Similar to how Simon Willison describes his difficulties managing images for his approach to running a link blog I found it hard to remain true to pure markdown syntax but have images embedded in a responsive way on this site.

My current pipeline is as follows: I host my all my images in a R2 bucket and serve them from static.philippdubach.com. I use Cloudflares’s image resizing CDN do I never have to worry about serving images in appropriate size or format. I basically just upload them with the highes possible quality and Cloudflare takes care of the rest.

Since the site runs on Hugo, I needed a solution that would work within this static site generation workflow. Pure markdown syntax like ![alt](url) is clean and portable, but it doesn’t give me the responsive image capabilities I was looking for.

The solution I settled on was creating a Hugo shortcode that leverages Cloudflare’s image transformations while maintaining a simple, markdown-like syntax. The shortcode generates a <picture> element with multiple <source> tags, each targeting different screen sizes and serving WebP format. Here’s how it works: instead of writing standard markdown image syntax, I use {{ img src="image.jpg" alt="Description" }} in my posts. Behind the scenes, the shortcode constructs URLs for different breakpoints. This means I upload one high-quality image, but users receive perfectly sized versions - a 320px wide WebP for mobile users, a 1600px version for desktop, and everything in between. The shortcode defaults to displaying images at 80% width and centered, but I can override this with a width parameter when needed. It’s a nice compromise between the simplicity of markdown and the power of modern responsive image techniques. The syntax remains clean and the performance benefits are substantial - especially important since images are often the heaviest assets on any webpage.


[Your goal] Your response should give back each record exactly, word for word.

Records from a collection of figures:
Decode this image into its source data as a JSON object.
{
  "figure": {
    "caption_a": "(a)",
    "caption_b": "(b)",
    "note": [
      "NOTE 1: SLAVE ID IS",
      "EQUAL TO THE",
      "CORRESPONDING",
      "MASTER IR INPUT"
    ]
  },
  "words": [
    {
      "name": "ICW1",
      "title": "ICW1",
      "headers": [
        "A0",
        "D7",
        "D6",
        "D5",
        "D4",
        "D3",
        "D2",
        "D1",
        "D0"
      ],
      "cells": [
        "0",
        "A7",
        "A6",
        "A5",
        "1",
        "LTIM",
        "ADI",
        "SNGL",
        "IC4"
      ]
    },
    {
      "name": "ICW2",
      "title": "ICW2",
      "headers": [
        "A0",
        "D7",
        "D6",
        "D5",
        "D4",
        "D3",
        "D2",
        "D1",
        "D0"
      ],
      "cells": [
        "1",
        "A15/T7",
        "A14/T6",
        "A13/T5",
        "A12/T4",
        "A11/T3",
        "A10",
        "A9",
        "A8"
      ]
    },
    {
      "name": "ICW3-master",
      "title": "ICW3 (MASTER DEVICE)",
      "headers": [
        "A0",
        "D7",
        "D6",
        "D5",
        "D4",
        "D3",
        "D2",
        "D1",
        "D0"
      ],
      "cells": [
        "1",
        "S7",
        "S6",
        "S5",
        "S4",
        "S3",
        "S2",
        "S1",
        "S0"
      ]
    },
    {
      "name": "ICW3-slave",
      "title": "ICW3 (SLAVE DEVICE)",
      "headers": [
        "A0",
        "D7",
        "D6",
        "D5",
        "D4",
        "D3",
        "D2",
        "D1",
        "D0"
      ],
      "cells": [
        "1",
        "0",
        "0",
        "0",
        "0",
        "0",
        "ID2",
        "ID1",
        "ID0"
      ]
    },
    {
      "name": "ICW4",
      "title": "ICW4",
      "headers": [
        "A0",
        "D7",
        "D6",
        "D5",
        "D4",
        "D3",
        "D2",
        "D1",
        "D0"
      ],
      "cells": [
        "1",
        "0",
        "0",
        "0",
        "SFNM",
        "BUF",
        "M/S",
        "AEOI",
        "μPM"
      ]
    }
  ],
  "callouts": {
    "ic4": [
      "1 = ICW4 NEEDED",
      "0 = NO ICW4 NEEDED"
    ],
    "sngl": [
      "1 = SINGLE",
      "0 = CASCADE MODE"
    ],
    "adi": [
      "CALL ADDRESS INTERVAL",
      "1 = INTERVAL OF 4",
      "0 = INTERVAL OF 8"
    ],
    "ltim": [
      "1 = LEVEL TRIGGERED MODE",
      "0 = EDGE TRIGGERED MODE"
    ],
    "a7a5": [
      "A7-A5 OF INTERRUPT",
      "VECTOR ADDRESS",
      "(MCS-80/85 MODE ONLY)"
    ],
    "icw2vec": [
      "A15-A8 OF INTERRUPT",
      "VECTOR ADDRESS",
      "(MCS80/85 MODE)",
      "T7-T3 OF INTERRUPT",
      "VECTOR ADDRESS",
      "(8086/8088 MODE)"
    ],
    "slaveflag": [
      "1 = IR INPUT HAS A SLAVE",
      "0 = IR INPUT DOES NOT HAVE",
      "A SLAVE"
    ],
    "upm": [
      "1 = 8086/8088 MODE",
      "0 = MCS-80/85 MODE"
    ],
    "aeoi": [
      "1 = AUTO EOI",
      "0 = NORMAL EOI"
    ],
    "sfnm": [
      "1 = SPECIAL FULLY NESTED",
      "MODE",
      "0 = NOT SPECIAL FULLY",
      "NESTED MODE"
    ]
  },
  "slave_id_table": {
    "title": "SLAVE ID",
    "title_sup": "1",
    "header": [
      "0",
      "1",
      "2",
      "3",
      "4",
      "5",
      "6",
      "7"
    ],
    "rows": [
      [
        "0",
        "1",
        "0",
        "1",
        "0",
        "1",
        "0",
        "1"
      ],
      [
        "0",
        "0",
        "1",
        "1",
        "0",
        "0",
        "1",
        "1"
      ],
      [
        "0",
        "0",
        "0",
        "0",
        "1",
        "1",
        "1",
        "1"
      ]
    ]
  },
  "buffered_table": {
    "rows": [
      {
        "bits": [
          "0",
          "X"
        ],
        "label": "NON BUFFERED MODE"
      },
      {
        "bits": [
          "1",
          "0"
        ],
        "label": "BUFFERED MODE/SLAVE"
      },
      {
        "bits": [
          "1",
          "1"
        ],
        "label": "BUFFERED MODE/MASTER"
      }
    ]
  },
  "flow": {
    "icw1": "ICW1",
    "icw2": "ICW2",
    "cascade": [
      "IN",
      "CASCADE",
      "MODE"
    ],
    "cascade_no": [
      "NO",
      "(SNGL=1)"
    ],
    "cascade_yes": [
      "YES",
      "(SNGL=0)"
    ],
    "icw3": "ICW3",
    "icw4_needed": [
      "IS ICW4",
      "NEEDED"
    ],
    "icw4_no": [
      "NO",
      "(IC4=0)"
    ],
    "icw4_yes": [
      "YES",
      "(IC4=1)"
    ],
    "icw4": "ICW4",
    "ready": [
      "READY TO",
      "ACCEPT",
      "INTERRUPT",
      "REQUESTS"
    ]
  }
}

[Task response]
Decode this image into its source data as a JSON object.
{
  "figure": {
    "caption_a": "(a)",
    "caption_b": "(b)",
    "note": [
      "NOTE 1: SLAVE ID IS",
      "EQUAL TO THE",
      "CORRESPONDING",
      "MASTER IR INPUT"
    ]
  },
  "words": [
    {
      "name": "ICW1",
      "title": "ICW1",
      "headers": [
        "A0",
        "D7",
        "D6",
        "D5",
        "D4",
        "D3",
        "D2",
        "D1",
        "D0"
      ],
      "cells": [
        "0",
        "A7",
        "A6",
        "A5",
        "1",
        "LTIM",
        "ADI",
        "SNGL",
        "IC4"
      ]
    },
    {
      "name": "ICW2",
      "title": "ICW2",
      "headers": [
        "A0",
        "D7",
        "D6",
        "D5",
        "D4",
        "D3",
        "D2",
        "D1",
        "D0"
      ],
      "cells": [
        "1",
        "A15/T7",
        "A14/T6",
        "A13/T5",
        "A12/T4",
        "A11/T3",
        "A10",
        "A9",
        "A8"
      ]
    },
    {
      "name": "ICW3-master",
      "title": "ICW3 (MASTER DEVICE)",
      "headers": [
        "A0",
        "D7",
        "D6",
        "D5",
        "D4",
        "D3",
        "D2",
        "D1",
        "D0"
      ],
      "cells": [
        "1",
        "S7",
        "S6",
        "S5",
        "S4",
        "S3",
        "S2",
        "S1",
        "S0"
      ]
    },
    {
      "name": "ICW3-slave",
      "title": "ICW3 (SLAVE DEVICE)",
      "headers": [
        "A0",
        "D7",
        "D6",
        "D5",
        "D4",
        "D3",
        "D2",
        "D1",
        "D0"
      ],
      "cells": [
        "1",
        "0",
        "0",
        "0",
        "0",
        "0",
        "ID2",
        "ID1",
        "ID0"
      ]
    },
    {
      "name": "ICW4",
      "title": "ICW4",
      "headers": [
        "A0",
        "D7",
        "D6",
        "D5",
        "D4",
        "D3",
        "D2",
        "D1",
        "D0"
      ],
      "cells": [
        "1",
        "0",
        "0",
        "0",
        "SFNM",
        "BUF",
        "M/S",
        "AEOI",
        "μPM"
      ]
    }
  ],
  "callouts": {
    "ic4": [
      "1 = ICW4 NEEDED",
      "0 = NO ICW4 NEEDED"
    ],
    "sngl": [
      "1 = SINGLE",
      "0 = CASCADE MODE"
    ],
    "adi": [
      "CALL ADDRESS INTERVAL",
      "1 = INTERVAL OF 4",
      "0 = INTERVAL OF 8"
    ],
    "ltim": [
      "1 = LEVEL TRIGGERED MODE",
      "0 = EDGE TRIGGERED MODE"
    ],
    "a7a5": [
      "A7-A5 OF INTERRUPT",
      "VECTOR ADDRESS",
      "(MCS-80/85 MODE ONLY)"
    ],
    "icw2vec": [
      "A15-A8 OF INTERRUPT",
      "VECTOR ADDRESS",
      "(MCS80/85 MODE)",
      "T7-T3 OF INTERRUPT",
      "VECTOR ADDRESS",
      "(8086/8088 MODE)"
    ],
    "slaveflag": [
      "1 = IR INPUT HAS A SLAVE",
      "0 = IR INPUT DOES NOT HAVE",
      "A SLAVE"
    ],
    "upm": [
      "1 = 8086/8088 MODE",
      "0 = MCS-80/85 MODE"
    ],
    "aeoi": [
      "1 = AUTO EOI",
      "0 = NORMAL EOI"
    ],
    "sfnm": [
      "1 = SPECIAL FULLY NESTED",
      "MODE",
      "0 = NOT SPECIAL FULLY",
      "NESTED MODE"
    ]
  },
  "slave_id_table": {
    "title": "SLAVE ID",
    "title_sup": "1",
    "header": [
      "0",
      "1",
      "2",
      "3",
      "4",
      "5",
      "6",
      "7"
    ],
    "rows": [
      [
        "0",
        "1",
        "0",
        "1",
        "0",
        "1",
        "0",
        "1"
      ],
      [
        "0",
        "0",
        "1",
        "1",
        "0",
        "0",
        "1",
        "1"
      ],
      [
        "0",
        "0",
        "0",
        "0",
        "1",
        "1",
        "1",
        "1"
      ]
    ]
  },
  "buffered_table": {
    "rows": [
      {
        "bits": [
          "0",
          "X"
        ],
        "label": "NON BUFFERED MODE"
      },
      {
        "bits": [
          "1",
          "0"
        ],
        "label": "BUFFERED MODE/SLAVE"
      },
      {
        "bits": [
          "1",
          "1"
        ],
        "label": "BUFFERED MODE/MASTER"
      }
    ]
  },
  "flow": {
    "icw1": "ICW1",
    "icw2": "ICW2",
    "cascade": [
      "IN",
      "CASCADE",
      "MODE"
    ],
    "cascade_no": [
      "NO",
      "(SNGL=1)"
    ],
    "cascade_yes": [
      "YES",
      "(SNGL=0)"
    ],
    "icw3": "ICW3",
    "icw4_needed": [
      "IS ICW4",
      "NEEDED"
    ],
    "icw4_no": [
      "NO",
      "(IC4=0)"
    ],
    "icw4_yes": [
      "YES",
      "(IC4=1)"
    ],
    "icw4": "ICW4",
    "ready": [
      "READY TO",
      "ACCEPT",
      "INTERRUPT",
      "REQUESTS"
    ]
  }
}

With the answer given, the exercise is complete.